Net Promoter Score Is Still a Metric for Customer Satisfaction

NPS (Net Promoter Score) is a customer satisfaction metric based on a single question: How likely would you be to recommend this company to a friend or colleague? Initially popularized in a 2003 Harvard Business Review research article, NPS has become both widely used and controversial since then. A Journal of Marketing 2007 study tried to replicate the 2003 research, but found “no correlation between NPS score and revenue” and stated that, therefore, there was “no correlation between NPS score and capacity for growth.”

The Wall Street Journal reports that Forrester Research principal analyst for customer experience Maxie Schmidt-Subramanian stated that, “If I have to hear one more time that NPS is the worst metric or the best metric ever, I might have to quit my job.” NPS is, in fact, “so ubiquitous” that WSJ reported that, “it is now part of many companies’ security filings.”

In a 2018 article for Applied Stochastic Models in Business and Industry, however, Nicholas Fisher and Raymond Kordupleski wrote that NPS “is unsatisfactory for business decision-making because it does not tell you why they are loyal or disloyal.”

Instead of dropping NPS as a metric, many companies “are trying to use NPS as part of broader programs to understand customers and manage their experiences.” At Thimble, which offers on-demand insurance for freelancers and small gig-economy businesses, senior vice president of marketing Rikin Diwan noted that, “the survey is set up so that customers who make recurring purchases throughout the year don’t get re-asked after the first purchase.” Its NPS score is 80 percent, Diwan revealed.

Thimble also discovered, via unhappy NPS respondents, that the company needed to create a product it hitherto hadn’t offered. Thimble also “undertook a more complex survey for the first time, sending more detailed questions to a range of customers.”

Thimble’s 80 percent NPS score is not common, with Retently and ClearlyRated both reporting that the insurance industry “at large usually fares significantly worse,” averaging an NPS of 28 percent and 46 percent, respectively. Veeam Software, which offers cloud data backup and recovery services, “leans heavily on customer feedback channels that provide insights but don’t necessarily lend themselves to numerical analysis,” such as focus groups and calling new customers.

“The feedback goes directly into the product management team,” explained chief marketing officer Jim Kruger. NPS, however, gives Kruger’s team “a way of quantifying the impact of all that qualitative feedback,” and the company asks customers in its annual NPS survey not just “how likely they are to recommend its product but also the chance they will renew and their satisfaction with the overall product, specific features, sales, customer support and more.”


**INSTRUCTIONS TO FOLLOW:**
Please give the data again in full, precisely as it is written.

(PROVIDED INFORMATION)

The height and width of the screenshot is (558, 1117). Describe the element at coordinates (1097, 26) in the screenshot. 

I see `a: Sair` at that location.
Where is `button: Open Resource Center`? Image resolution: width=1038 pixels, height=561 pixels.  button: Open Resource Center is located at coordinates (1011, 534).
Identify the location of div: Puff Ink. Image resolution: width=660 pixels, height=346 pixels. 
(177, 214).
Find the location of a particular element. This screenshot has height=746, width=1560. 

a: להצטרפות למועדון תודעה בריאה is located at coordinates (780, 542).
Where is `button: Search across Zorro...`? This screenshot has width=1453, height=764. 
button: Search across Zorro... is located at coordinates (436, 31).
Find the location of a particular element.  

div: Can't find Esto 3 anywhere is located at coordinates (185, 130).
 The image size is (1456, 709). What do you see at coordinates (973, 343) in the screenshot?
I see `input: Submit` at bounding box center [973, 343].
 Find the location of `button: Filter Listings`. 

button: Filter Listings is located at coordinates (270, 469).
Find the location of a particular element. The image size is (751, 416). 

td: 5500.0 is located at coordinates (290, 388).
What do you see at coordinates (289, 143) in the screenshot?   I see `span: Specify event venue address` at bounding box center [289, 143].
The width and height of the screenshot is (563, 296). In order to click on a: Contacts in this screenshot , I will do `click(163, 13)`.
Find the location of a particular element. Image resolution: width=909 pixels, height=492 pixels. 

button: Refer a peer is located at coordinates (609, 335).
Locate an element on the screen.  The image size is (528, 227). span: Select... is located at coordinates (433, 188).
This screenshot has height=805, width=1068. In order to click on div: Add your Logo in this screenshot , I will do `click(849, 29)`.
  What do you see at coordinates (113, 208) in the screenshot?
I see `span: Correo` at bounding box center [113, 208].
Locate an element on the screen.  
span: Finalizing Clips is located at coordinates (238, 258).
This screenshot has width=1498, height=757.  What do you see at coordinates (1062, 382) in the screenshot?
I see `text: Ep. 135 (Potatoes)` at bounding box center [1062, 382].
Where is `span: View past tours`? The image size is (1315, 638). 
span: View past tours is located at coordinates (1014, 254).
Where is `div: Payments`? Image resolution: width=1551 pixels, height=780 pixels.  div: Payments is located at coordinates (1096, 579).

(End PROVIDED INFORMATION)

**EXERCISE RESPONSE:**
The height and width of the screenshot is (558, 1117). Describe the element at coordinates (1097, 26) in the screenshot. 

I see `a: Sair` at that location.
Where is `button: Open Resource Center`? Image resolution: width=1038 pixels, height=561 pixels.  button: Open Resource Center is located at coordinates (1011, 534).
Identify the location of div: Puff Ink. Image resolution: width=660 pixels, height=346 pixels. 
(177, 214).
Find the location of a particular element. This screenshot has height=746, width=1560. 

a: להצטרפות למועדון תודעה בריאה is located at coordinates (780, 542).
Where is `button: Search across Zorro...`? This screenshot has width=1453, height=764. 
button: Search across Zorro... is located at coordinates (436, 31).
Find the location of a particular element.  

div: Can't find Esto 3 anywhere is located at coordinates (185, 130).
 The image size is (1456, 709). What do you see at coordinates (973, 343) in the screenshot?
I see `input: Submit` at bounding box center [973, 343].
 Find the location of `button: Filter Listings`. 

button: Filter Listings is located at coordinates (270, 469).
Find the location of a particular element. The image size is (751, 416). 

td: 5500.0 is located at coordinates (290, 388).
What do you see at coordinates (289, 143) in the screenshot?   I see `span: Specify event venue address` at bounding box center [289, 143].
The width and height of the screenshot is (563, 296). In order to click on a: Contacts in this screenshot , I will do `click(163, 13)`.
Find the location of a particular element. Image resolution: width=909 pixels, height=492 pixels. 

button: Refer a peer is located at coordinates (609, 335).
Locate an element on the screen.  The image size is (528, 227). span: Select... is located at coordinates (433, 188).
This screenshot has height=805, width=1068. In order to click on div: Add your Logo in this screenshot , I will do `click(849, 29)`.
  What do you see at coordinates (113, 208) in the screenshot?
I see `span: Correo` at bounding box center [113, 208].
Locate an element on the screen.  
span: Finalizing Clips is located at coordinates (238, 258).
This screenshot has width=1498, height=757.  What do you see at coordinates (1062, 382) in the screenshot?
I see `text: Ep. 135 (Potatoes)` at bounding box center [1062, 382].
Where is `span: View past tours`? The image size is (1315, 638). 
span: View past tours is located at coordinates (1014, 254).
Where is `div: Payments`? Image resolution: width=1551 pixels, height=780 pixels.  div: Payments is located at coordinates (1096, 579).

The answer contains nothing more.